The Painful Death of Iraq's Christian Community

Doug Bandow | Center for Vision & Values | Updated: Jul 23, 2007

The Painful Death of Iraq's Christian Community

July 20, 2007

Christian America may soon be the death of Iraqi Christians. Although Islam long has been in the ascendancy in Iraq, the so-called Assyrians, who speak a neo-Aramaic language, predate the rise of Islam. Today, however, the Iraqi Christian community faces possible extermination.

The irony is extraordinary: America, a nation with deep Christian roots, has inadvertently loosed the vicious forces bent on destroying Iraqi Christians.  Persecuted by Islamic extremists and targeted for their frequent cooperation with occupation authorities, Christians have ever less hope in a nation that has fallen into violent chaos.

The Assyrian International News Agency has released a new report titled, "Incipient Genocide: The Ethnic Cleansing of the Assyrians of Iraq," written by Peter BetBasoo. It makes for dreadful reading.

Since the American invasion, several hundred Assyrians have been murdered.  Even more have been kidnapped.  Dozens of churches have been bombed or otherwise attacked.

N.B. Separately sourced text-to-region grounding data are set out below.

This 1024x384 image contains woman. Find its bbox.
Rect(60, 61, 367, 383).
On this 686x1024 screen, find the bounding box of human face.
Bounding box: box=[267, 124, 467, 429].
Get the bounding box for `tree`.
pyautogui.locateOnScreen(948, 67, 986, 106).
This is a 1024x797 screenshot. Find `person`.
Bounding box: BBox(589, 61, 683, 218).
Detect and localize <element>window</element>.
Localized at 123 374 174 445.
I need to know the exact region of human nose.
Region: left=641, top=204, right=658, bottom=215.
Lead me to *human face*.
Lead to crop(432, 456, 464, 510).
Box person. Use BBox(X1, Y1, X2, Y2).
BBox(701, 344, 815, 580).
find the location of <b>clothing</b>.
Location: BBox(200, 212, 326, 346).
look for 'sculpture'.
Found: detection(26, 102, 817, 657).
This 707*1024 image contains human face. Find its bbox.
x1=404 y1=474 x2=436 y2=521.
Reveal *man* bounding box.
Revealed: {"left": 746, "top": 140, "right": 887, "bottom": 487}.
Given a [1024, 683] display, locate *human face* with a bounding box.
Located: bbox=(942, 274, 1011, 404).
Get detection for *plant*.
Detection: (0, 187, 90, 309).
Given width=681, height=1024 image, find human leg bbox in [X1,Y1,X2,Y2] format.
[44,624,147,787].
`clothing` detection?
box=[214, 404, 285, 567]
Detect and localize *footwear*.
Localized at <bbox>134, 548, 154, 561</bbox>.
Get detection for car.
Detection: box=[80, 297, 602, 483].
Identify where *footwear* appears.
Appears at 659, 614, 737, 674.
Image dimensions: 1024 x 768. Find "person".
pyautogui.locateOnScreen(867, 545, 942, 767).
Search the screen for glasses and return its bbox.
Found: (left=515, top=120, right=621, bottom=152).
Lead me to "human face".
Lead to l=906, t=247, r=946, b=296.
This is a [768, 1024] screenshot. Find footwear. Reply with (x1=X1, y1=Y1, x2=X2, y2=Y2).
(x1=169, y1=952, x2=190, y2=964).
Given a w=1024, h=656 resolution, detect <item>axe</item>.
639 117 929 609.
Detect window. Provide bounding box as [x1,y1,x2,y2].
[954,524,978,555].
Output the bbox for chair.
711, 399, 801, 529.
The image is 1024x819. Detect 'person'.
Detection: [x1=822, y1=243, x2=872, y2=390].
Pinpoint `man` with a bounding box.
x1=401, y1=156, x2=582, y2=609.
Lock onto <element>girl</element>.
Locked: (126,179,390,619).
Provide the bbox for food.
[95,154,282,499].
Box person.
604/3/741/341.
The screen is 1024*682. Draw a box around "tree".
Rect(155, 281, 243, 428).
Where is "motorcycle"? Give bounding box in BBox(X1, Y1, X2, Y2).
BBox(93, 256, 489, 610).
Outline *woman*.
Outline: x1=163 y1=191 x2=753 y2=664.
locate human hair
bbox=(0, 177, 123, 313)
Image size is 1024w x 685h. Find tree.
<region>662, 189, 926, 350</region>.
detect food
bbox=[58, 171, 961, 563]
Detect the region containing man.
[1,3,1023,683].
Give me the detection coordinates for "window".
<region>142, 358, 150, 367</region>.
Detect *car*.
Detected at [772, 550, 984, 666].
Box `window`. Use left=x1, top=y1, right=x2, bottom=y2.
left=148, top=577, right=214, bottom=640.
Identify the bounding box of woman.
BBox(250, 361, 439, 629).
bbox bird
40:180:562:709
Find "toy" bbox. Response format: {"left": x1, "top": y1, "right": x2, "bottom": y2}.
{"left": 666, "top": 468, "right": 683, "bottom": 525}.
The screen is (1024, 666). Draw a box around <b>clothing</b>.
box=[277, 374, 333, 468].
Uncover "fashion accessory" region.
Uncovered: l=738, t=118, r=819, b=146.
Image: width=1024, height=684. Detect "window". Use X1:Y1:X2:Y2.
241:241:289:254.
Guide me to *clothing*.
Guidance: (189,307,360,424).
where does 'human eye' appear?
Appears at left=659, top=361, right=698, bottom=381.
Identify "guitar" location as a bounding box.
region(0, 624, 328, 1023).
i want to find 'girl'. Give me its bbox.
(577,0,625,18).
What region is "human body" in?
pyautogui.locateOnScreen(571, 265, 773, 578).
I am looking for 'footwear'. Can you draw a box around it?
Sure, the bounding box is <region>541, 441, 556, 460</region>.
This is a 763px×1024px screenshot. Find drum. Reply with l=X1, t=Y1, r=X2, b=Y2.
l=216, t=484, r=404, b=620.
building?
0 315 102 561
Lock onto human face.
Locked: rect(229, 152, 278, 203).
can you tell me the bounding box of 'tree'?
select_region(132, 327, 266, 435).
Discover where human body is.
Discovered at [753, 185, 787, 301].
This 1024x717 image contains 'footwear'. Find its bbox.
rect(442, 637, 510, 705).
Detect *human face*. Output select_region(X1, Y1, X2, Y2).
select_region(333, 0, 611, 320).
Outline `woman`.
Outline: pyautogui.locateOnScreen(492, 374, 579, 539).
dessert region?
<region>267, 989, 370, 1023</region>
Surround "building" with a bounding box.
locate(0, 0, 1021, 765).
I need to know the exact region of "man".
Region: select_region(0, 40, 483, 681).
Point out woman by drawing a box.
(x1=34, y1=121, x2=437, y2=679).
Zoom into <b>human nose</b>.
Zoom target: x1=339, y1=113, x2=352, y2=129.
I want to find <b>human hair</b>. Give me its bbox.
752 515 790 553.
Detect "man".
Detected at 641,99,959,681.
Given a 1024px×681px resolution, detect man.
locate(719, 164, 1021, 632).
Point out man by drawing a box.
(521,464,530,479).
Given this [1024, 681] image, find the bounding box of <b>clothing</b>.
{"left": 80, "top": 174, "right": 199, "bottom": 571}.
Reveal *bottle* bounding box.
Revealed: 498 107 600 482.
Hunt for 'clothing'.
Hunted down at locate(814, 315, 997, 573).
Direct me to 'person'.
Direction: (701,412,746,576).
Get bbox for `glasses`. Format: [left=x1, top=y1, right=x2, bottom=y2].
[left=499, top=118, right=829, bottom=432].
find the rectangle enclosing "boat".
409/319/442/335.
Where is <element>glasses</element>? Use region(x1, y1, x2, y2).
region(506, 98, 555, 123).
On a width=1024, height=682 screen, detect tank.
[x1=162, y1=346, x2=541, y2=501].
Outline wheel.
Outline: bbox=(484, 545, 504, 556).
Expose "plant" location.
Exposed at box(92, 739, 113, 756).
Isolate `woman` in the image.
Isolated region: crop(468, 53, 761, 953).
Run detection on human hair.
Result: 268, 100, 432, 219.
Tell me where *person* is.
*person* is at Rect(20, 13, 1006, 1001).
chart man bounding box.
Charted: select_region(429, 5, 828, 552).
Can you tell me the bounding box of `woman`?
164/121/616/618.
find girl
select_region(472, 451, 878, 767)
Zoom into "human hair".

Hundreds of Christian businesses have been torched because of the faith of their owners, wrecked for being non-Islamic (such as liquor stores) or ruined by criminal attacks and kidnappings. Christian women are being threatened and attacked for failing to follow Islamic law.

As sectarian violence has risen and the insurgency has surged, Christians have been targeted for retaliation.  They long were despised by jihadists for their faith.

Then many Christians, who disproportionately spoke English, signed up to serve the U.S. military and occupation authorities.  For them, the U.S. connection is a potential death sentence.

Yet Washington has done essentially nothing.  In hopes of demonstrating impartiality, Washington has refused to help Christians, even when they have been literally placed under siege in their homes and neighborhoods.

Iraqi Christians have responded in the only way possible: running away.  Roughly half of the pre-war Christian community, possibly 750,000 people, is thought to have fled Iraq.

That Iraqi Christians have fared poorly in the midst of Muslim radicalism, whether Shia or Sunni, comes as no surprise.  Christians possess no military forces, no militias organized for their defense.  Nor are their enclaves large enough to offer protection.

Less expected was Kurdistan's mistreatment of the Assyrians. Indeed, writes BetBasoo, the "systematic campaign of persecution .. began in the Kurdish regions of north Iraq shortly after the first Gulf war and spread to Baghdad and Basra after the liberation of Iraq in April of 2003.  In the last three months it has intensified and is now openly declared in some areas of Iraq."

Unfortunately, there is little hope that the violence will abate.  To the contrary, contends BetBasoo, "since Assyrians are not capable of defending themselves and are targeted as a class because of their distinct identity, what is now unfolding in Iraq can be termed an incipient genocide."

Using the term is inherently controversial, but Christianity is disappearing from Iraq.  A distinct ethnic, language, and religious community is being driven out.

Although the violence appears to be more anarchic than concerted, it has had the same effect as an organized campaign to destroy Iraq's Assyrians.  Virtually every member of the community is under siege.

Today there is no safety even in Christian neighborhoods, since Islamist forces can invade them with impunity.  Whatever the virtues of the so-called surge, safeguarding Christians is not among them.

BetBasoo reports that in early March "al-Qaeda moved into Dora, a predominantly Assyrian neighborhood in south Baghdad, and began imposing strict Islamic law."  The only alternatives offered were death or flight—or delivering a daughter or sister to the mosque for marriage to a local Muslim man.  Families who did leave were charged an "exit fee."

Threatened Christians appealed to both the Iraqi government and U.S. military, without result.  "Nobody really cares," one of them despaired in an email to the Assyrian International News Service.

Unfortunately, the worse the situation in Iraq, the less hope there is to save Iraqi Christians.  The Assyrian community has called for creation of a protected enclave, though its survival after a future U.S. military withdrawal is doubtful.

Certainly the United States should welcome Christians fleeing the violence  Muslim refugees may have some hope of returning to a future Iraq that becomes stable if not liberal.  The Assyrians are far less likely to find a tolerant and tolerable environment.

America and other coalition members should open their doors.  These are, after all, people who favor the United States, have been endangered because of American policy, and have nowhere else to go.


Doug Bandow is a former Special Assistant to President Ronald Reagan and Vice President for Policy of Citizen Outreach. He is a member of the Economic Theory & Policy Working Group with the Center for Vision & Values at Grove City College and the author or editor of several books, including Foreign Follies: America's New Global Empire (Xulon Press).